We didn’t go back to the house that night.
I had my assistant book a furnished apartment near the hospital and called the bank from the parking garage. I took leave before anybody could offer me congratulations about the quarter. The first words out of my mouth were, “My family is more important than this job.”
I should’ve said them months earlier.
Then I called Eva. I didn’t scream. I didn’t need to.
“You watched this happen?”
She cried immediately. Said she thought Minda had my permission. Said Minda told everyone Clara was unstable and violent in private. Said she was scared of losing work.
Fear explains silence. It doesn’t excuse it. I paid her what I owed, told her not to come back, and gave the officers her number.
The apartment was small, bright, and ugly in the harmless way extended-stay places are ugly. The couch scratched your legs. The refrigerator hummed all night. It felt safer than the big house the second we walked in.
For the first few days, Clara startled whenever I stepped out of a room. She asked before opening the pantry, even though there was no lock. Once I found her standing in front of the kitchen counter, crying because she had spilled orange juice and didn’t know where the rag was.
I cleaned it with a paper towel and said, “Juice on a counter is just juice on a counter.”
She cried harder after that.Generated image
Healing didn’t arrive like some beautiful scene with perfect music. It looked like me sitting on the bathroom floor while she showered, because closed doors had stopped feeling safe. It looked like Deirdre bringing soup in plastic containers and pretending not to notice when Clara ate three bowls. It looked like prenatal appointments where I stayed off my phone and learned the names of things I should’ve already known.
Three weeks later, the detective called. Minda had worked under two other names in two nearby counties. Same pattern. Isolate the woman. Control the food. Seize the phone. Recast concern as disobedience. She liked homes where the husband was gone more than he was present.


* **What is needed**:
Those lines of the data that hold the word "text" are to be copied out.

* **Extracted entries**:
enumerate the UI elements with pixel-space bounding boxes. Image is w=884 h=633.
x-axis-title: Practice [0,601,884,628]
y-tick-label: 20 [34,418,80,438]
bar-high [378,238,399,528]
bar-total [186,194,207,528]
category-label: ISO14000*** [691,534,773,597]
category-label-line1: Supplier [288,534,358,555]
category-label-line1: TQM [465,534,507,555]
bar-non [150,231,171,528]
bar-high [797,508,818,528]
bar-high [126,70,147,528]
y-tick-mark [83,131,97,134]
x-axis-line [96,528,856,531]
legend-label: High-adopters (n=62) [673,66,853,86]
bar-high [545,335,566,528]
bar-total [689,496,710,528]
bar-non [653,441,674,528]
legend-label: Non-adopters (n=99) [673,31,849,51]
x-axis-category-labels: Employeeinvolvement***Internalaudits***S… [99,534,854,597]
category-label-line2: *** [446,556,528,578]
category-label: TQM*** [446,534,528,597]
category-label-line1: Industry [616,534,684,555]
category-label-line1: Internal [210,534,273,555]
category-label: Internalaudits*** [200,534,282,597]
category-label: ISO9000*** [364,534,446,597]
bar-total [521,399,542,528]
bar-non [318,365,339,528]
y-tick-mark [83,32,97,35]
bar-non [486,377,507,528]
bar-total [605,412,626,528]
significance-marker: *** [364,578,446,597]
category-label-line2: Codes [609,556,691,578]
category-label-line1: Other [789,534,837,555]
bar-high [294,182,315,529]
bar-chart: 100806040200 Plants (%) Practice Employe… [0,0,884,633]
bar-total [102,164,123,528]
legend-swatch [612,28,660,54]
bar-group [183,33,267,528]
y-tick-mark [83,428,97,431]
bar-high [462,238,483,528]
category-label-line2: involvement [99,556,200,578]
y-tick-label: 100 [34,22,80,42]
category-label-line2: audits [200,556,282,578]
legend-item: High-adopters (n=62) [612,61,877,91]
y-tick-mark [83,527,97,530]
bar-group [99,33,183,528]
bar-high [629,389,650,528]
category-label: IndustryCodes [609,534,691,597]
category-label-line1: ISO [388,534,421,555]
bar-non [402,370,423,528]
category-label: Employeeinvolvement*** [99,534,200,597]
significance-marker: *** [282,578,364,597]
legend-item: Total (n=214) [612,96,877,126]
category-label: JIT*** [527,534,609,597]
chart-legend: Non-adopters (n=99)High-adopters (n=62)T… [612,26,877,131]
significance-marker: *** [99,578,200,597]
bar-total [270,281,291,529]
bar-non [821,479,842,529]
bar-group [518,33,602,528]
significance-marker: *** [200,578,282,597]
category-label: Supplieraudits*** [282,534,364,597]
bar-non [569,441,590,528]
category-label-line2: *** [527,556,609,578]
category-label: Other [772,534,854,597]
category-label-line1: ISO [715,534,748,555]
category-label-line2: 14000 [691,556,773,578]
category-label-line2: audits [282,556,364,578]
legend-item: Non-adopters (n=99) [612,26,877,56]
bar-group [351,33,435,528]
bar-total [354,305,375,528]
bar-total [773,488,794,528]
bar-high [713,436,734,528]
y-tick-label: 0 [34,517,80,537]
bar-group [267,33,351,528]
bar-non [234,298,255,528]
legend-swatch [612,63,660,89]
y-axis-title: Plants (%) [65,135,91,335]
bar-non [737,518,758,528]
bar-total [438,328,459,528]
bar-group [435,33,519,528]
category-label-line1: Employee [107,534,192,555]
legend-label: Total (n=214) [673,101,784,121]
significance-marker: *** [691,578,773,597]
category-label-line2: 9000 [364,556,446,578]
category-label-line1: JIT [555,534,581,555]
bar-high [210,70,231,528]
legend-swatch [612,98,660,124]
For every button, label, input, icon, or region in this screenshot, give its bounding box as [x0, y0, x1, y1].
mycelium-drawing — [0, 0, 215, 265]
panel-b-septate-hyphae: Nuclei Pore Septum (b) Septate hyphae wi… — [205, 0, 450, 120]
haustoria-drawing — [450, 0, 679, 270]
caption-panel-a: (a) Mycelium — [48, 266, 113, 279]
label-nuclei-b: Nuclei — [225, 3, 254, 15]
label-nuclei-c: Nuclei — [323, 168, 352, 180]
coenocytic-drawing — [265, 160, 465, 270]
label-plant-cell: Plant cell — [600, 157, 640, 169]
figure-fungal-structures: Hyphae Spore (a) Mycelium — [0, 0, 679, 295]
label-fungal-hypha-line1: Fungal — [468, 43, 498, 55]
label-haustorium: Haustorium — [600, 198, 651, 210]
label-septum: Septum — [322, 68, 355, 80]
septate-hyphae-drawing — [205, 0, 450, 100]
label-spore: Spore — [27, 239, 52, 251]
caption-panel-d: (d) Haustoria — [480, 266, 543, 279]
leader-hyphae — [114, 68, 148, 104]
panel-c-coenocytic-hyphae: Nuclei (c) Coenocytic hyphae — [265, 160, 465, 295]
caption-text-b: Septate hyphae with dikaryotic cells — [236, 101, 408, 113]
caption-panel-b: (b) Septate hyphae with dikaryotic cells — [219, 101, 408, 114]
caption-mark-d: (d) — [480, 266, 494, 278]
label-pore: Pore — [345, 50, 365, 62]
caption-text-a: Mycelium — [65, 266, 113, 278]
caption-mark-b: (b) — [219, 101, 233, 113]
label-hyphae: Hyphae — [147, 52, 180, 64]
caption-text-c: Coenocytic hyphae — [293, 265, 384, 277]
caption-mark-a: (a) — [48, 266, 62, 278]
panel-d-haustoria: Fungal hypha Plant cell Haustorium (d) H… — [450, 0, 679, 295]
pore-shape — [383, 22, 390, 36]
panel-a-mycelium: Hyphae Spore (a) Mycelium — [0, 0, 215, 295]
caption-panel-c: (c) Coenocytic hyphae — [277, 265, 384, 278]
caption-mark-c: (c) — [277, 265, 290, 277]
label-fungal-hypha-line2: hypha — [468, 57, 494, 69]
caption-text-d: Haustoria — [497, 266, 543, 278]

* **Answer below**:
caption-text-b: Septate hyphae with dikaryotic cells — [236, 101, 408, 113]
caption-text-a: Mycelium — [65, 266, 113, 278]
caption-text-c: Coenocytic hyphae — [293, 265, 384, 277]
caption-text-d: Haustoria — [497, 266, 543, 278]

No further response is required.